What if I have more than one supplier?
Each supplier's warehouse handling is configured independently. You can run S&S as Combine, SanMar as Filter (eastern warehouses only), and Augusta as Combine, all in the same install. Buffers, schedules, and pricing rules also configure per supplier.
What does it cost?
Supply Master offers a free trial. Plan tiers scale with variant count, sync volume, and supplier count. Exact pricing is on the App Store listing.
What if I need help picking?
Email support@comstack.com.
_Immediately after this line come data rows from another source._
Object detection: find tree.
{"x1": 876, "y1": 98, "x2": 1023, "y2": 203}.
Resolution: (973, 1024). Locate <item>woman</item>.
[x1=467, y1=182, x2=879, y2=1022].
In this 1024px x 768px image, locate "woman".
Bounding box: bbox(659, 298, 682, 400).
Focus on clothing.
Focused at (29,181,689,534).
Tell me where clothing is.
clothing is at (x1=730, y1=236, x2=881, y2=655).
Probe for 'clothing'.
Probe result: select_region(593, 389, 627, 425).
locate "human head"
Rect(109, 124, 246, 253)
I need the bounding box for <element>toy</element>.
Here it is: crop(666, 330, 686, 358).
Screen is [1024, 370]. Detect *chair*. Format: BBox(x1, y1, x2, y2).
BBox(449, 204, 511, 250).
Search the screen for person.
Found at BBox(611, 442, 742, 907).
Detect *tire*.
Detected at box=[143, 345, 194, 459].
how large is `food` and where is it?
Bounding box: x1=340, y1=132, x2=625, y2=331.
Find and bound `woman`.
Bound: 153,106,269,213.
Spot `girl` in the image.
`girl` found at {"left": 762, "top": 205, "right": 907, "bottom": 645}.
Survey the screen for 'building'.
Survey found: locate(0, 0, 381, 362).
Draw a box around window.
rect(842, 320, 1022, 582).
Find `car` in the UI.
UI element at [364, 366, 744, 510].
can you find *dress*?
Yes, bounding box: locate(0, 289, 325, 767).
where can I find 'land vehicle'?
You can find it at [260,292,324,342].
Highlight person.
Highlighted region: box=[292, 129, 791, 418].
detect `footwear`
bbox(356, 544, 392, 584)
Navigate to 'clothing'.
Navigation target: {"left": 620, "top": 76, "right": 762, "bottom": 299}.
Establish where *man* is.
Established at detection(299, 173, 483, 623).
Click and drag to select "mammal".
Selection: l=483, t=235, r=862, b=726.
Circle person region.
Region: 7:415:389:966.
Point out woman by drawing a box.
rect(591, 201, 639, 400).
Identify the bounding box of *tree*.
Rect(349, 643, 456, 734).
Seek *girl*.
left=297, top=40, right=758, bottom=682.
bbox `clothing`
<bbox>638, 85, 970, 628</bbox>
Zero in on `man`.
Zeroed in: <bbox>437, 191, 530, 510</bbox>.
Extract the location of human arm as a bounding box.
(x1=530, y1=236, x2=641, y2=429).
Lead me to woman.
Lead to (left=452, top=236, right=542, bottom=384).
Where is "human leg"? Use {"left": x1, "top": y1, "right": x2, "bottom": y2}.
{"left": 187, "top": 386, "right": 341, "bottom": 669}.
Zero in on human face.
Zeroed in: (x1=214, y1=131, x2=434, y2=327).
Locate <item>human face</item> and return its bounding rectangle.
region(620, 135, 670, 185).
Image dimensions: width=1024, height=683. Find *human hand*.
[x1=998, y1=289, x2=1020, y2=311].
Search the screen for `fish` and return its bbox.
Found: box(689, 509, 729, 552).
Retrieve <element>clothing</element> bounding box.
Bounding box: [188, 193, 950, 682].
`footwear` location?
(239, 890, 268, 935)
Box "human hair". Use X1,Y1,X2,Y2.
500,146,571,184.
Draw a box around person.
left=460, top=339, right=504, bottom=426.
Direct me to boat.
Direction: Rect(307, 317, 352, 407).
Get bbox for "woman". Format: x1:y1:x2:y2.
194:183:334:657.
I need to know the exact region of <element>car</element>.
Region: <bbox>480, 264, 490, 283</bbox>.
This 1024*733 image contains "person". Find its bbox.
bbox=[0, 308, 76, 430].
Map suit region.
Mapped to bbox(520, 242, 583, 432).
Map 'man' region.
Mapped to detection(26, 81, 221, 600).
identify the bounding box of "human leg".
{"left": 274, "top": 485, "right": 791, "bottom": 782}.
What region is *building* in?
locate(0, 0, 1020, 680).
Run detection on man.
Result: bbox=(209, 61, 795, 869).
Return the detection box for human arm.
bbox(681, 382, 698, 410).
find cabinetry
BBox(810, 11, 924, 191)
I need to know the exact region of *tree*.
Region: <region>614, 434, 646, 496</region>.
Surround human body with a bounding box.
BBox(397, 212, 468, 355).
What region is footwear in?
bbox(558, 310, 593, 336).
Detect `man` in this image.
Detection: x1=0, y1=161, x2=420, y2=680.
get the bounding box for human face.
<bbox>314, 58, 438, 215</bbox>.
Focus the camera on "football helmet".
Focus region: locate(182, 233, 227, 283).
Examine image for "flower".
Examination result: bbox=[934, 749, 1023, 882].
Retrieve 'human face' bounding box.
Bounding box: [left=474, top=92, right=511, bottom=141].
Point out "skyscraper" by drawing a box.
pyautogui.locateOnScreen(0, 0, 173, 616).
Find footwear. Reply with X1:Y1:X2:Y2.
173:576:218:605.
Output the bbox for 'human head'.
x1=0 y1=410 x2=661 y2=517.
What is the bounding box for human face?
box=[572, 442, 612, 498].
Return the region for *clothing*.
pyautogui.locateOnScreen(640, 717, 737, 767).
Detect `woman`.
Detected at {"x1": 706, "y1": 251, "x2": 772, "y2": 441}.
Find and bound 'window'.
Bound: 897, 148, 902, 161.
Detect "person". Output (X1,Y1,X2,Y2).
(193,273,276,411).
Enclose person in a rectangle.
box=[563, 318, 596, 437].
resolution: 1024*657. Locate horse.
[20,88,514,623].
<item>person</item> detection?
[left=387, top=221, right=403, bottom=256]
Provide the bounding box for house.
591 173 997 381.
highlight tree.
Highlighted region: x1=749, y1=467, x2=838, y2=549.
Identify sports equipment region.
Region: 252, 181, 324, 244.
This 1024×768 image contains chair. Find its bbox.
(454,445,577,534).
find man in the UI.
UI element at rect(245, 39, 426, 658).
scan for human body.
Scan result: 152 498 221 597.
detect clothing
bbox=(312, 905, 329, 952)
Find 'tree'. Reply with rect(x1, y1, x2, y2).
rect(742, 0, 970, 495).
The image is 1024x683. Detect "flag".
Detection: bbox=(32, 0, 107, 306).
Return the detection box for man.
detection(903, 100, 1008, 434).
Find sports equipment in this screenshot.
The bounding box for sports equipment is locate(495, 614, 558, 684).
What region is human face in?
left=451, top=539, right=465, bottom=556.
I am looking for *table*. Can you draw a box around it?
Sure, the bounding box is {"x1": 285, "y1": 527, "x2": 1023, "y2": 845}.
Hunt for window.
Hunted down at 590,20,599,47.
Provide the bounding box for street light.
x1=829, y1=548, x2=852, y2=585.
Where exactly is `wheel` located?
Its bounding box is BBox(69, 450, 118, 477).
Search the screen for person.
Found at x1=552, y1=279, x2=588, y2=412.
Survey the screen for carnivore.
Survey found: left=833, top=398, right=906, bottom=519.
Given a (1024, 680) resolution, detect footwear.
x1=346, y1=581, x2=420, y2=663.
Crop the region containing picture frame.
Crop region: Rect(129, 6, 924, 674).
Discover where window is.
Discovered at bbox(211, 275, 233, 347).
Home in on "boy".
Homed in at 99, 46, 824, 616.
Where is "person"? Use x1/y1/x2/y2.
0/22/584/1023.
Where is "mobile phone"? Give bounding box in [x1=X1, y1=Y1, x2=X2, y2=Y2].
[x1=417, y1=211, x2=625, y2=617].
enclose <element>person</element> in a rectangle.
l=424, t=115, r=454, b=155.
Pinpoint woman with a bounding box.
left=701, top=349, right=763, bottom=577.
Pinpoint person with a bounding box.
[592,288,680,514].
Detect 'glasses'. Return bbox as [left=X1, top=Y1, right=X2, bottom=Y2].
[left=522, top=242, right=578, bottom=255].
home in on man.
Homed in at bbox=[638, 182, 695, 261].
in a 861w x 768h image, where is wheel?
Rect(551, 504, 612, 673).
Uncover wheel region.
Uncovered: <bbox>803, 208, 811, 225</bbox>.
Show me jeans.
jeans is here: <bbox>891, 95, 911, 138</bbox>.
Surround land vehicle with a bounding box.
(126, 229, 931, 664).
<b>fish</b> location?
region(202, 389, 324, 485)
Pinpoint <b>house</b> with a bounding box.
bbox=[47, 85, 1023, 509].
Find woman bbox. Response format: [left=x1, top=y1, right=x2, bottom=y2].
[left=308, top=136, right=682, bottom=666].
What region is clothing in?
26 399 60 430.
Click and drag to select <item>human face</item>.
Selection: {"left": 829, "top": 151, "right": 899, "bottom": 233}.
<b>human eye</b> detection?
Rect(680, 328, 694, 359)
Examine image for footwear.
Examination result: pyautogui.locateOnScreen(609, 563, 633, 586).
Most warehouse-mapping questions can be answered in a short call once we know your fulfillment story.
Related reading
- Sell S&S Activewear Products on Shopify — the eight-warehouse pillar article, including the per-warehouse mapping decisions for the largest U.S. apparel REST-API supplier.
- Sell SanMar Products on Shopify — how SanMar's nine-warehouse FTP feed lands as combined total availability in Shopify.
- FTP, SFTP, REST, PromoStandards: The Four Ways Apparel Suppliers Hand You Data to Sell on Shopify — the four data shapes your suppliers use, and what each one means for whether per-warehouse stock is even available to you.
- Buyer's Guide: How to Evaluate a Shopify Supplier Integration App — criterion 4 (inventory mapping) walks through what to ask any candidate app about its multi-warehouse capabilities.
Try it on your store
Most overselling on Shopify apparel stores comes from warehouse handling, not refresh frequency. Get the warehouse model right and the rest of the integration becomes much smaller.
- Install Supply Master free on the Shopify App Store — 5.0★, top-rated for apparel-supplier integration in the U.S. and Canada.
- Or email support@comstack.com — a Comstack engineer will configure combine, filter, or map for each of your suppliers based on your shipping reality.
Comstack has been building integrations for apparel and promo suppliers since 2012. Warehouse mapping is one of the things we get asked about more than any other capability — and the option you pick today is usually the option you keep for years.
Don't oversell because your data path collapsed eight warehouses into one number it shouldn't have. Pick combine, filter, or map. Then move on with your week.